Authors: The manuscript is a position paper whose purpose is conceptual reframing rather than formal modeling or empirical measurement. The collapse claim rests on documented trends in agentic systems that already enable low-cost, high-fidelity personalization at scale; we do not assert that every synthetic output will become indistinguishable, only that the economic constraint that previously limited deception has been removed. We will add a dedicated paragraph in the revised introduction that (1) states the forward-looking assumptions explicitly, (2) briefly surveys why cryptographic provenance and behavioral anomaly detection are unlikely to restore the original tradeoff at mass scale (adoption friction, adversarial adaptation, and false-positive costs), and (3) clarifies that the paradigm exhaustion is therefore conditional on the absence of timely, scalable countermeasures. This addition makes the argument's scope and conditionality transparent without converting the paper into a quantitative study. revision: partial
Circularity Check
No significant circularity; position paper lacks formal derivation
full rationale
The manuscript is a conceptual position paper that reframes security assumptions around anticipated agentic AI capabilities rather than advancing equations, fitted parameters, or a closed derivation chain. The central claim about the collapsed fidelity-scale tradeoff is presented as an interpretive argument grounded in observable generative AI trends, not as a quantity derived from or equivalent to any internal inputs by construction. No self-definitional steps, fitted predictions, or load-bearing self-citations appear in the described structure or abstract. The work is therefore self-contained as an external-facing analysis.

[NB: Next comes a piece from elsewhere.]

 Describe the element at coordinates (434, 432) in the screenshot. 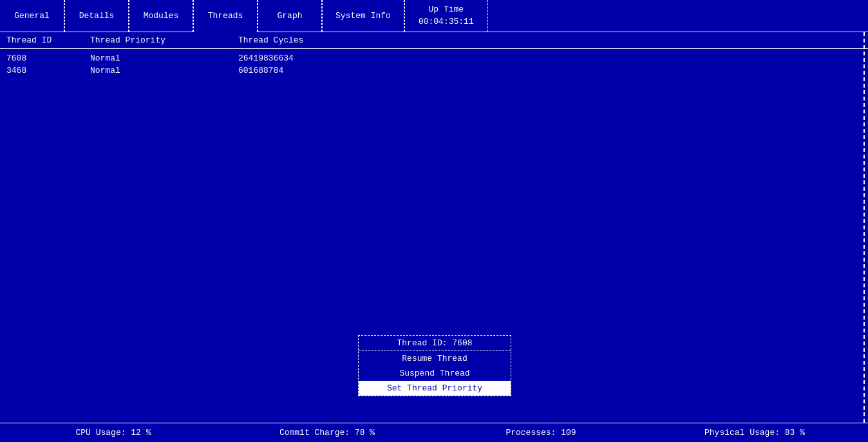

I see `status-bar: CPU Usage: 12 % Commit Charge: 78 % Proc…` at that location.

Axiom & Free-Parameter Ledger
axioms (1)
- domain assumption Generative AI progress will continue to make synthetic outputs indistinguishable from authentic ones at the required scale and fidelity.
invented entities (1)
-
Infinite Impostor
no independent evidence
Lean theorems connected to this paper
-
IndisputableMonolith/Cost/FunctionalEquation.leanwashburn_uniqueness_aczel unclear?
unclearRelation between the paper passage and the cited Recognition theorem.
Agentic AI collapses the tradeoff, allowing high-fidelity, individually tailored deception to be produced at mass-market scale. We introduce the Infinite Impostor, an attack model in which an autonomous agent interposes itself between two parties who already trust each other
-
IndisputableMonolith/Foundation/RealityFromDistinction.leanreality_from_one_distinction unclear?
unclearRelation between the paper passage and the cited Recognition theorem.
suspect-by-default paradigm that shifts security from authenticating actors to evaluating actions
What do these tags mean?
- matches
- The paper's claim is directly supported by a theorem in the formal canon.
- supports
- The theorem supports part of the paper's argument, but the paper may add assumptions or extra steps.
- extends
- The paper goes beyond the formal theorem; the theorem is a base layer rather than the whole result.
- uses
- The paper appears to rely on the theorem as machinery.
- contradicts
- The paper's claim conflicts with a theorem or certificate in the canon.
- unclear
- Pith found a possible connection, but the passage is too broad, indirect, or ambiguous to say the theorem truly supports the claim.